How to Appeal a Claim Denial
Step 1: Request the Specific Denial Criteria in Writing
Under ERISA Section 503 and ACA regulations, you are entitled to the full basis for your denial, including the specific internal criteria or guidelines used to evaluate your claim. Request these in writing within five business days of receiving the denial. Knowing exactly which criterion triggered the denial tells you precisely what your appeal must address.
ClaimBack generates a professional appeal letter in 3 minutes — citing real insurance regulations for your country. Get your free analysis →
Step 2: Obtain Your Complete Medical Records
Pull all records relevant to the denied service — physician notes, lab results, imaging reports, specialist letters, and Prior Authorization Denied: How to Appeal" class="auto-link">prior authorization documents. Your appeal must demonstrate that the clinical picture in the records satisfies either your insurer's criteria or the accepted standards of the relevant medical specialty society.

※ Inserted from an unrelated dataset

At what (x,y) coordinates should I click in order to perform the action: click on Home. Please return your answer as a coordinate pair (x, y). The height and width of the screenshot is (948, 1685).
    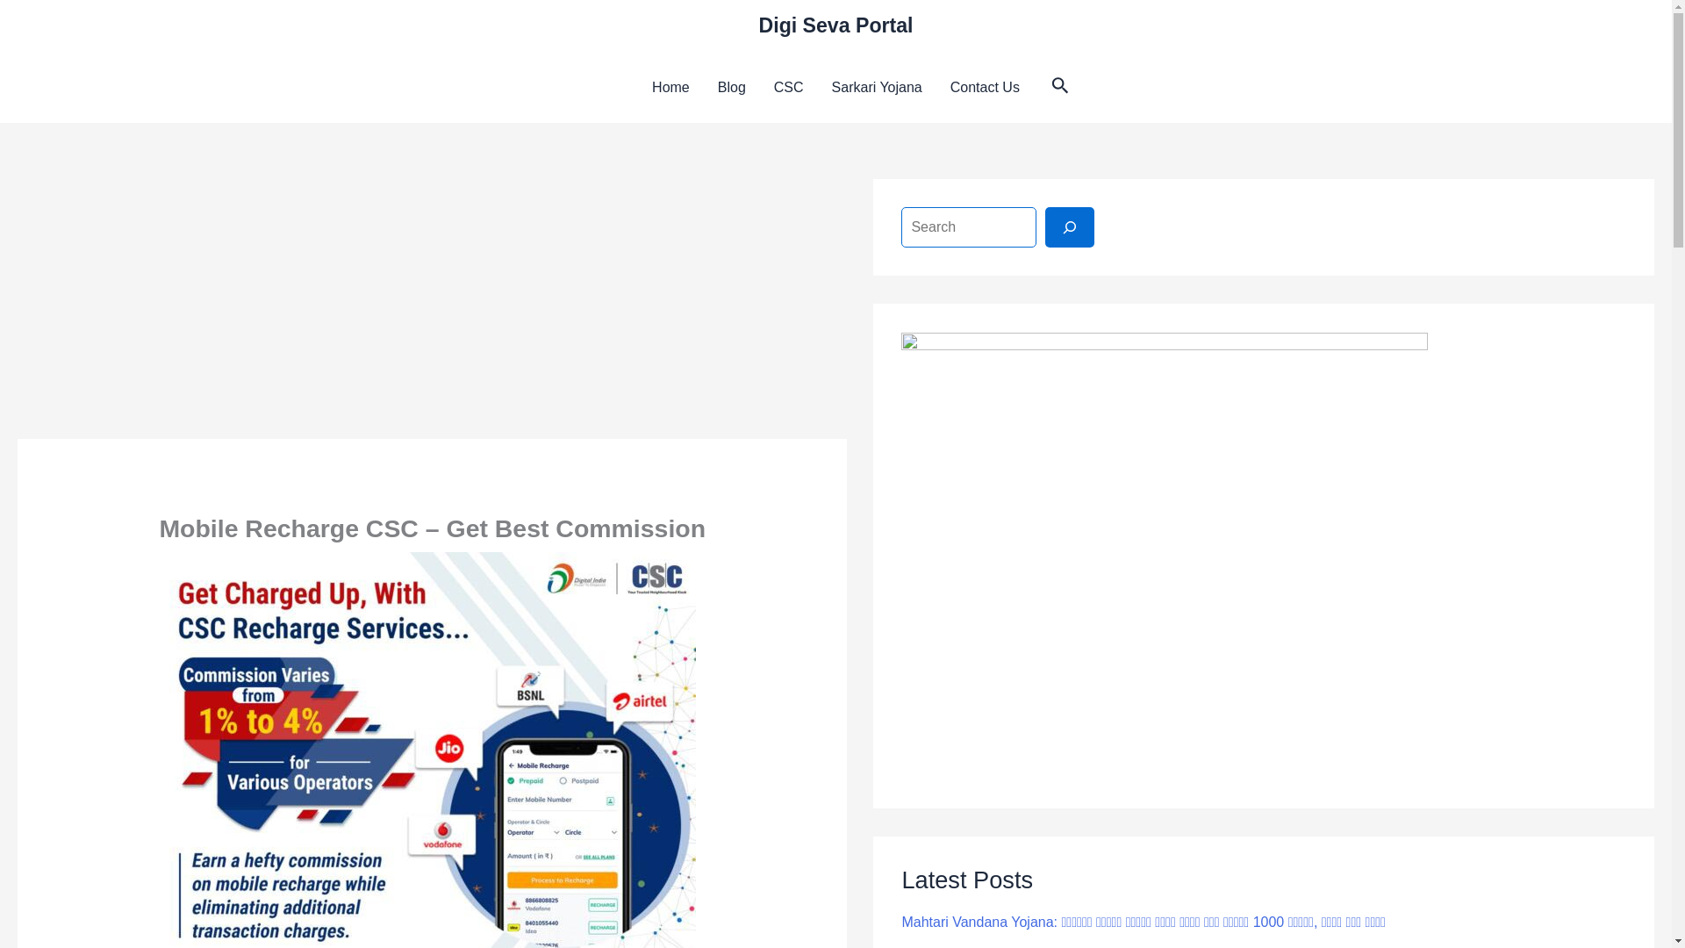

Step 3: Gather Clinical Guideline Support
Identify the published guidelines that support your treatment. For cardiovascular conditions, the ACC/AHA guidelines. For oncology, NCCN Clinical Practice Guidelines. For mental health and substance use, ASAM criteria or APA practice guidelines. For diabetes, ADA Standards of Medical Care. These guidelines carry significant weight and directly counter the insurer's internal criteria.
Step 4: Draft a Letter That Addresses the Denial Criteria Directly
Your appeal letter must respond to each stated denial reason with specific clinical documentation. Avoid general arguments about your condition. Instead, match each element of the insurer's stated criteria against the evidence in your records, referencing specific dates, lab values, procedure codes, and diagnostic findings.
Step 5: Invoke Your Right to an Independent External Independent Review: Complete Guide" class="auto-link">External Review
If your internal appeal is denied, you have the right to an independent external review under the ACA. An IROs) Explained" class="auto-link">Independent Review Organization (IRO) that is not affiliated with your insurer will evaluate your case. External review overturn rates are significant — approximately 40% of reviewed cases are decided in the patient's favor. Request external review within 60 days of the final internal denial.
Step 6: File a Complaint With Your State Insurance Commissioner
Filing a complaint with your state insurance department creates a regulatory record and can prompt the insurer to revisit the denial. State regulators have authority to investigate whether the denial complied with state law and ACA requirements.
What to Include in Your Appeal
- The denial letter with the specific stated reason and the internal criteria referenced
- Complete clinical records supporting medical necessity, including physician notes, diagnostic results, and specialist opinions
- Published clinical guidelines from relevant medical societies (ACC/AHA, NCCN, ADA, APA, ASAM) that support the denied treatment
- A peer-to-peer call request or documentation of a prior peer-to-peer call if relevant
- A statement from your treating physician explaining why the treatment meets both the insurer's criteria and accepted clinical standards
Fight Back With ClaimBack
Insurance denials are often based on automated criteria that do not account for your individual clinical situation. ClaimBack helps you identify the exact weakness in your insurer's denial reasoning and generate a targeted appeal letter that responds to each criterion directly. ClaimBack generates a professional appeal letter in 3 minutes.